* Posts by debater

3 publicly visible posts • joined 9 Jun 2021

South Korea’s nuclear research agency breached by North Korea-affiliated cyberattackers, says malware analyst group

debater

Employ them?

I wonder if one possible strategy for tackling the---apparently talented---hackers who pull off these hacks is to offer to employ them? I suspect we (the NATO countries) could offer them more money than their current employers, as well as slightly better conditions of employment (e.g. a reduced threat of the loss of appendages for suspected disloyalty). Just a thought.

It's 2021 and a printf format string in a wireless network's name can break iPhone Wi-Fi

debater

Anyone who makes WiFi low-level software

Anyone who makes WiFi low-level software: this is one to add to your automated test suites, please. Pretty please.

(Shameless plug: unless, of course, you use Ada to write your critical software :-)

(You know, the International Standard programming language that was _designed_ for writing safety-critical software.)

(And even then, of course, still add it to your automated test suites, since even Ada software has to call into stuff sometimes.)

Fastly 'fesses up to breaking the internet with an 'an undiscovered software bug' triggered by a customer

debater

Missing the Point Completely

I feel that headlines such as 'Fastly broke the internet' are a typical case of the media (El Reg excluded) firmly grasping completely the wrong end of the stick.

In this case what happened---tell me if I'm wrong---is that the CDN that Fastly runs went down for an hour, and that caused thousands of popular websites to fail. Now please go back and read that sentence again carefully. It caused **thousands of popular websites to fail**.

The fault is not with Fastly at all! The whole tacit deal with CDNs is, and always was, that they are not guaranteed to be up all the time. Some websites have the ability to fall back when fetching anything from a CDN: they fetch what they need from some other source if they can't get it from the CDN. The fault is **entirely** with all the thousands of websites that do not have a fallback mechanism. Presumably they still don't, and nobody is going to fix it.

Admittedly, HTML5 currently does not mandate any such mechanism to be provided by the browser built-in, and website developers therefore have to roll their own or use a JavaScript library. That is a serious failing of HTML5, but it doesn't excuse the publishers of major prestige websites.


#### Exercise details
Take from the data every line in which the word "Cuffed" is found.

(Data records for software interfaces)
────────────────

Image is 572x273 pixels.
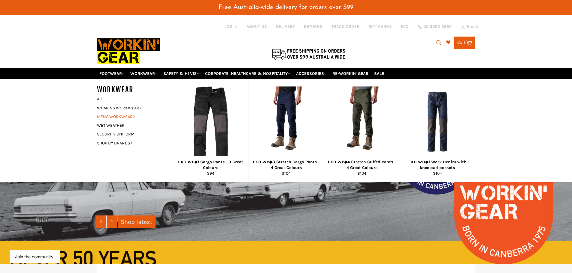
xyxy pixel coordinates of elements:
img: FXD WP◆1 Cargo Pants - 4 Great Colours - Workin' Gear [191,86,229,157]
a: WOMENS WORKWEAR [94,104,167,113]
div: FXD WP◆4 Stretch Cuffed Pants - 4 Great Colours [328,159,395,171]
img: FXD WP◆3 Stretch Cargo Pants - 4 Great Colours - Workin' Gear [263,86,310,157]
a: ABOUT US [246,24,267,29]
span: 02 6280 5885 [423,25,451,29]
a: FXD WP◆4 Stretch Cuffed Pants - 4 Great Colours - Workin' Gear FXD WP◆4 Stretch Cuffed Pants - 4 ... [324,79,399,182]
a: DELIVERY [276,24,295,29]
div: $94 [176,171,244,176]
a: TRACK ORDER [331,24,359,29]
a: WORKWEAR [128,68,160,79]
a: RE-WORKIN' GEAR [330,68,371,79]
a: FXD WP◆3 Stretch Cargo Pants - 4 Great Colours - Workin' Gear FXD WP◆3 Stretch Cargo Pants - 4 Gr... [248,79,324,182]
a: RETURNS [304,24,322,29]
span: Free Australia-wide delivery for orders over $99 [218,4,353,11]
div: FXD WP◆1 Cargo Pants - 3 Great Colours [176,159,244,171]
img: FXD WP◆4 Stretch Cuffed Pants - 4 Great Colours - Workin' Gear [338,86,385,157]
a: All [94,95,173,104]
img: FXD WD◆1 Work Denim with knee pad pockets - Workin' Gear [407,92,467,152]
a: SECURITY UNIFORM [94,130,167,139]
img: Flat $9.95 shipping Australia wide [271,48,346,60]
div: $104 [252,171,320,176]
img: Workin Gear leaders in Workwear, Safety Boots, PPE, Uniforms. Australia's No.1 in Workwear [97,34,160,68]
div: $104 [328,171,395,176]
a: CORPORATE, HEALTHCARE & HOSPITALITY [203,68,293,79]
button: Join the community! [15,254,55,260]
a: FXD WP◆1 Cargo Pants - 4 Great Colours - Workin' Gear FXD WP◆1 Cargo Pants - 3 Great Colours $94 [173,79,248,182]
a: Cart [454,37,475,49]
a: MENS WORKWEAR [94,113,167,121]
a: Shop latest [118,216,155,229]
div: FXD WP◆3 Stretch Cargo Pants - 4 Great Colours [252,159,320,171]
a: SAFETY & HI VIS [161,68,202,79]
div: $104 [403,171,471,176]
h5: WORKWEAR [97,85,173,95]
a: FXD WD◆1 Work Denim with knee pad pockets - Workin' Gear FXD WD◆1 Work Denim with knee pad pocket... [399,79,475,182]
div: FXD WD◆1 Work Denim with knee pad pockets [403,159,471,171]
span: Email [467,25,478,29]
a: Email [460,24,478,29]
a: Log in [224,24,237,29]
a: WET WEATHER [94,121,167,130]
a: SHOP BY BRANDS [94,139,167,148]
a: 02 6280 5885 [417,25,451,29]
a: ACCESSORIES [293,68,329,79]
a: FAQ [401,24,408,29]
a: FOOTWEAR [97,68,127,79]
a: SALE [371,68,386,79]
a: GIFT CARDS [368,24,392,29]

────────────────

#### Solution
div: FXD WP◆4 Stretch Cuffed Pants - 4 Great Colours [328,159,395,171]
a: FXD WP◆4 Stretch Cuffed Pants - 4 Great Colours - Workin' Gear FXD WP◆4 Stretch Cuffed Pants - 4 ... [324,79,399,182]
img: FXD WP◆4 Stretch Cuffed Pants - 4 Great Colours - Workin' Gear [338,86,385,157]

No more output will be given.